The most notable decision Wong made was not to fully mention the pandemic. Since the subject has already dominated our lives, I was grateful, even though she risked ignoring an elephant stomping around the room. On the evening I attended, it helped that Gaffigan wasted no time pointing at the animal in a tight opening act that served as an excellent teaser for his next special. After thanking the audience for the applause, he indicated that they would all die in a week. “Just kidding,” he added before clarifying, more like a month.
It was a surprising opener, but the loud reaction to this dark joke suggests that it gave voice to (and defused) a thought that was already filling the room. On the other hand, death is the only stand-up topic that competes with sex.

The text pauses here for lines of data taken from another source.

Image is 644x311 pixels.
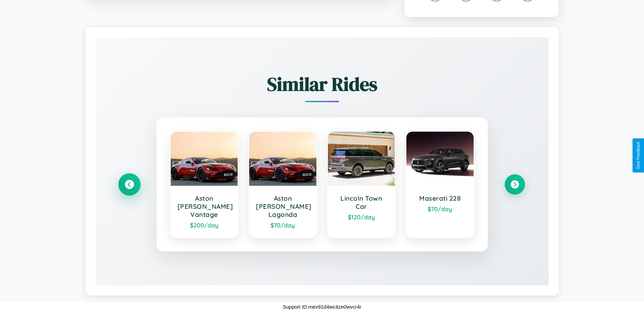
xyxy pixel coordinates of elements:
[406,131,474,238] a: Maserati 228$70/day
[170,131,239,238] a: Aston [PERSON_NAME] Vantage$200/day
[177,194,231,219] h3: Aston [PERSON_NAME] Vantage
[413,194,467,202] h3: Maserati 228
[327,131,396,238] a: Lincoln Town Car$120/day
[335,194,388,210] h3: Lincoln Town Car
[256,221,309,228] div: $ 70 /day
[256,194,309,219] h3: Aston [PERSON_NAME] Lagonda
[119,71,525,97] h2: Similar Rides
[177,221,231,228] div: $ 200 /day
[335,213,388,221] div: $ 120 /day
[249,131,317,238] a: Aston [PERSON_NAME] Lagonda$70/day
[636,141,640,169] div: Give Feedback
[413,205,467,213] div: $ 70 /day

Like Gaffigan, Wong has a few key themes, but her true handwriting at this stage of her career is the rhythm of her presentation. Your comedy has staccato music. His bass line consists of driving, haunting sentences that build momentum and volume until they pop with hard consonants. In recent years she has become more inventive, mixing in a whisper, relying on repetition and lingering in long pauses. Many of their biggest laughs come from being silent for an extra bar.

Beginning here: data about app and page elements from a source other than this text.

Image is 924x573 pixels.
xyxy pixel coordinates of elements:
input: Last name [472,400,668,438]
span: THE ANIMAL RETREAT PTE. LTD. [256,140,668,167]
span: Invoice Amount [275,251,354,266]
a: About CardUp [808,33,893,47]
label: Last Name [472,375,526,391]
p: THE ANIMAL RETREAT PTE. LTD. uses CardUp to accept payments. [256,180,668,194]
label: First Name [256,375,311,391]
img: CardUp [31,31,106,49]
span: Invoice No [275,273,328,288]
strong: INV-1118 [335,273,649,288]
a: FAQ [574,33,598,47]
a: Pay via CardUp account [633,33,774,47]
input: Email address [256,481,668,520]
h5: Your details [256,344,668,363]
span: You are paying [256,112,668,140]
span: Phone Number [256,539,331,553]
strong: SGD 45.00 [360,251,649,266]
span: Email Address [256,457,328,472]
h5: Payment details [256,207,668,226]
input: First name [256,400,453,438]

When she finds something that works, like a series of offended punchlines expressing the envy of individuals, Wong knows how to milk it, but not for too long. Her comedy doesn’t wander or riff much, and if it does, then there’s a purpose, like delivering that non-laughing line: “In our society there is no word for male lovers.”
This illustrates her argument that men will be tolerated more unfaithful than women, a tiresome subject for her since, as she repeatedly emphasizes, she is constantly engaged in cheating. This is a show about the married woman’s frustrated sex drive, one from the perspective of a person who met their husband a few years before they got rich and famous. Men get angry and get away with it, she explains and convincingly demonstrates their resentment. Why can’t she?
Wong’s comedy often makes fun of other comedies. Just like her previous special never mentioned, but remembered that Louis CK was making fun of his kids, this new hour could remind of the Chris Rock (a clear influence on their work) and Kevin Hart specials touching on their infidelity. A celebrity’s inability to capitalize on their newfound clout may not be as relatable as the frustration of seeing men get compliments for changing a diaper, but the challenge of monogamy is.
What matters to Wong: the more irritated she is, the funnier her attitude. There is something hysterical about the disgust in her voice when she describes how men say the kind of women they want to date are “chill”. Not only does Wong find zero attraction in it – she seems baffled by it. When she talks about relationships, she uses metaphors of prison or the stock market. (Her husband bought low, and if they divorced he would sell high.)
Somewhat predictably, her show eventually softens and morphs into a love letter to her husband, the one part of the set whose function is not to make you laugh but to keep you on her side. Wong took a similar move at the end of “Baby Cobra,” pointing out that he did it to her while she was trying to trap her husband, adding that she eventually paid off his college loans.
But her sex jokes here aren’t about cheating, it’s about thinking about cheating. By telling intricate details of a benign encounter with a young grocery advisor on the set of a film she wrote, Wong finds comedy in fantasy, the glorious sins of fantasy. This is the kind of escape that comedy can offer in a unique way. Judging by the amusement of some of the laughs she received, the crowd seemed to need it. Sex jokes may heal, at least for a short time.